Here’s a special Valentine’s Day tip for learning a new language- find a foreign sweetheart! According to an article from DallasNews, a love affair is the best way to become fluent in another language.
That may sound incredibly cheesy, but consider this striking statistic: language learners who have either a significant other or a parent who is fluent in the language they are trying to learn will become fluent themselves in about the half the time it takes someone without a parent or romantic partner who speaks the language.
In the article, Philip Sweet, a professor of German at Radford University in Virginia, explains why becoming involved with someone who speaks another language can help you become fluent so much more quickly:
“Emotion is the printing fluid of memory. If you’re with somebody that you’re in love with, it makes a lot of things – really everything – that you’re doing exciting. Those phrases that you hear … you’re more likely to remember them.”
The article follows two Italian/American couples who met in Italy. Both couples found that their fluency in each other’s languages blossomed along with their relationships. In fact, when Italian Alessandro Cannali moved back to the US with his American-born wife, he tried to take an English As a Second Language class but was advised he was already too fluent, and would need to take an English class for native speakers.
Of course, if you’re already happily settled with a fellow native English speaker, there’s no need to indulge in an illicit affair to learn a new language. Being “in love” helps, but according to Chiara Crippa, the managing director for an Italian school called Italiaidea, you can just as easily fall in love with the culture:
The student doesn’t need an Italian sweetheart, Crippa insisted. Infatuation with the country’s language, food or music will suffice if it pushes a student to learn, for example, indirect object pronouns.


Can you copy out the data exactly? Leave the images out.

Data tied to figure images
*-*-*
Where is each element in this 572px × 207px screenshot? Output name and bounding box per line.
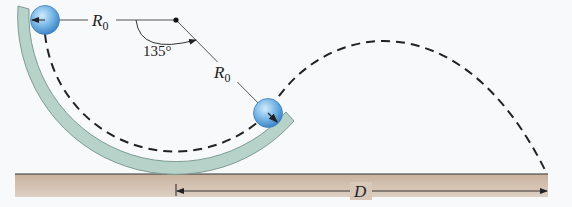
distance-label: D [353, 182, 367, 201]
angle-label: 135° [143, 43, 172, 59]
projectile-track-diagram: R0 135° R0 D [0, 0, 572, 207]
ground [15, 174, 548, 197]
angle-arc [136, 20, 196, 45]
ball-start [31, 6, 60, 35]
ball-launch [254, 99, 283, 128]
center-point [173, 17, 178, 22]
*-*-*
**Your solution**
Where is each element in this 572px × 207px screenshot? Output name and bounding box per line.
distance-label: D [353, 182, 367, 201]
angle-label: 135° [143, 43, 172, 59]
projectile-track-diagram: R0 135° R0 D [0, 0, 572, 207]
ground [15, 174, 548, 197]
angle-arc [136, 20, 196, 45]
ball-start [31, 6, 60, 35]
ball-launch [254, 99, 283, 128]
center-point [173, 17, 178, 22]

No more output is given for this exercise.